6. Consolidation around a specific service mesh implementation

Chandler Hoisington, senior vice president of engineering and product at D2iQ, said, “In 2020, I predict we will see consolidation around a specific service mesh implementation for the community to rally around. A service mesh ensures the communication between containers is available, reliable and secure while providing some key capabilities like load balancing, encryption, etc. This space isn’t large enough for four or five major players and it is likely either Linkerd or Istio who will come out the other side with an enterprise ready, full service offering. These technologies can solve so many customer issues and pain points, and it will be interesting to see how many problems we solve at this layer.”

7. The developer skills gap will close

Johnston said, “Software developer has been one of the hottest job roles of the past few years but the demand for new technologies and advanced skills pose challenges (e.g. the need to know emerging trends such as serverless apps and staying up to date on open source tools). Plus, demand still outweighs supply. The key to closing this gap is a customized developer experience, built on a foundation of flexibility, decision-making power, and challenge through problem solving.”

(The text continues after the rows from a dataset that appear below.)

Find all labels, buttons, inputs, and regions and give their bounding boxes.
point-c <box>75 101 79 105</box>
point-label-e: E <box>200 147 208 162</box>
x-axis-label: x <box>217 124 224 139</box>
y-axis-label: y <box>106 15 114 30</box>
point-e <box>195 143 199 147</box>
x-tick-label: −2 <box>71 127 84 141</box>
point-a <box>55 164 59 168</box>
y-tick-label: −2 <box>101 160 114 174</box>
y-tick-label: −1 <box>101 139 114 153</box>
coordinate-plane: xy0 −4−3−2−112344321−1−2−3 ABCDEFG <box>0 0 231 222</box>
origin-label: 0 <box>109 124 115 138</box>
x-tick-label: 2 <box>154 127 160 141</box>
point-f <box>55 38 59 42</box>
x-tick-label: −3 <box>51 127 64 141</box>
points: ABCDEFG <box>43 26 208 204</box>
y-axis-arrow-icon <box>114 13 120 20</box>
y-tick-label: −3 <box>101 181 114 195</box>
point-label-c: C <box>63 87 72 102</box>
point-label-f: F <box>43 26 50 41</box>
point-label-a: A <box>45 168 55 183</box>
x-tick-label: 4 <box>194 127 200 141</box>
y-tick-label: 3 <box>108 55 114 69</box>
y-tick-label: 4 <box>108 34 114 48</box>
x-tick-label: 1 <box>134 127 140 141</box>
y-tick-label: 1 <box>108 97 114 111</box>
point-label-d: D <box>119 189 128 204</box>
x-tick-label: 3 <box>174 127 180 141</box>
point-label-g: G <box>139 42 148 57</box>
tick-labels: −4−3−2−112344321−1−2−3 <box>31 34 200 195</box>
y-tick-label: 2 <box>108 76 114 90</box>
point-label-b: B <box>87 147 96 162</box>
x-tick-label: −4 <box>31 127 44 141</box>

SEE: Hiring kit: Principal Software Engineer (TechRepublic Premium)

8. DevSecOps will become real

Phadkar said, “With the rising number of data breaches and increased emphasis on data privacy regulations such as PSD2 and GDPR both in the U.S. and globally, DevOps-savvy organizations will be forced to prioritize diligence in security measures overtime to market in the year ahead. As new regulations are put into place, more application developers will be mandated to build strict security policies directly within code. There will be an uptick in DevOps tools that cater to automating more compliance-related tasks within infosec teams, thus incorporating security and compliance measures into everyday CI workflows.”

9. A faster adoption rate of new technology

Robert Reeves, co-founder and CTO, Datical, “The adoption rate of new technology will dramatically increase, especially with open source. Just look at Kubernetes — we were all amazed at how quickly that proliferated. The same thing is going to happen with technologies like Spinnaker, but even faster. JPMorgan Chase made a public declaration of their commitment to Spinnaker at SpringOne, and we’re going to see more companies do the same. Based on this, CIOs need to actively explore these new technologies and pay attention to what their developers are interested in, as this will indicate the areas they need to invest in.”

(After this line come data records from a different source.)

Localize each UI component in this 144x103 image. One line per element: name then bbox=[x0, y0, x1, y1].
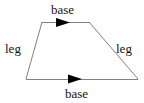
trapezoid-diagram: base base leg leg bbox=[0, 0, 144, 103]
label-base-top: base bbox=[51, 3, 74, 16]
trapezoid-left-leg-line bbox=[26, 22, 42, 79]
bottom-base-arrow-icon bbox=[68, 75, 82, 84]
top-base-arrow-icon bbox=[56, 18, 70, 27]
label-leg-left: leg bbox=[5, 42, 21, 55]
label-leg-right: leg bbox=[116, 42, 132, 55]
label-base-bottom: base bbox=[65, 87, 88, 100]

10. A container-first strategy will prove itself

Johnston said, “Developers have long been proponents of containers, but there’s been a huge shift toward establishing container-first strategies that are foundational to business transformation. 2020 will mark the year that these container-centric initiatives become the go-to-approach and play out on a larger scale, across enterprises and industries, as it proves immediate impact by providing a clear path to the cloud, while reducing cost and risk.”

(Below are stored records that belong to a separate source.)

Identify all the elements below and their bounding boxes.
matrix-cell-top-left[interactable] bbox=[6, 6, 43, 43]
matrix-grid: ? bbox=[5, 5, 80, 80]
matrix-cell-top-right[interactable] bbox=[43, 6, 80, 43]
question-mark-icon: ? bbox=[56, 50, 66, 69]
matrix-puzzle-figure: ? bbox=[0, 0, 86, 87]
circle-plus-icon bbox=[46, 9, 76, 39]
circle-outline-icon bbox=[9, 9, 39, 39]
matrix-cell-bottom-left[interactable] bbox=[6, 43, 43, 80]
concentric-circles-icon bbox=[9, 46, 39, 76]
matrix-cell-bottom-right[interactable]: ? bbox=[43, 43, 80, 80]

11. Low-code trend will be overrun by no-code solutions so citizen developers and IT pros can focus on larger issues

Nikfar Khaleeli, vice president of products at Blue Cedar, said, “Low-code solutions will become less attractive as full no-code solutions continue to surface and enable developers to focus less on rote, repeatable problems (like Software-as-a-Service vendors enabling customers to make extensions on their platforms or automated security integration) and more on sophisticated projects that are not able to be automated. As no-code solutions empower more citizen developers to automate some of those simpler problems, we will see a new generation of software innovation emerge as high-value developers narrow in on the more complex issues that burden the broader technology ecosystem.”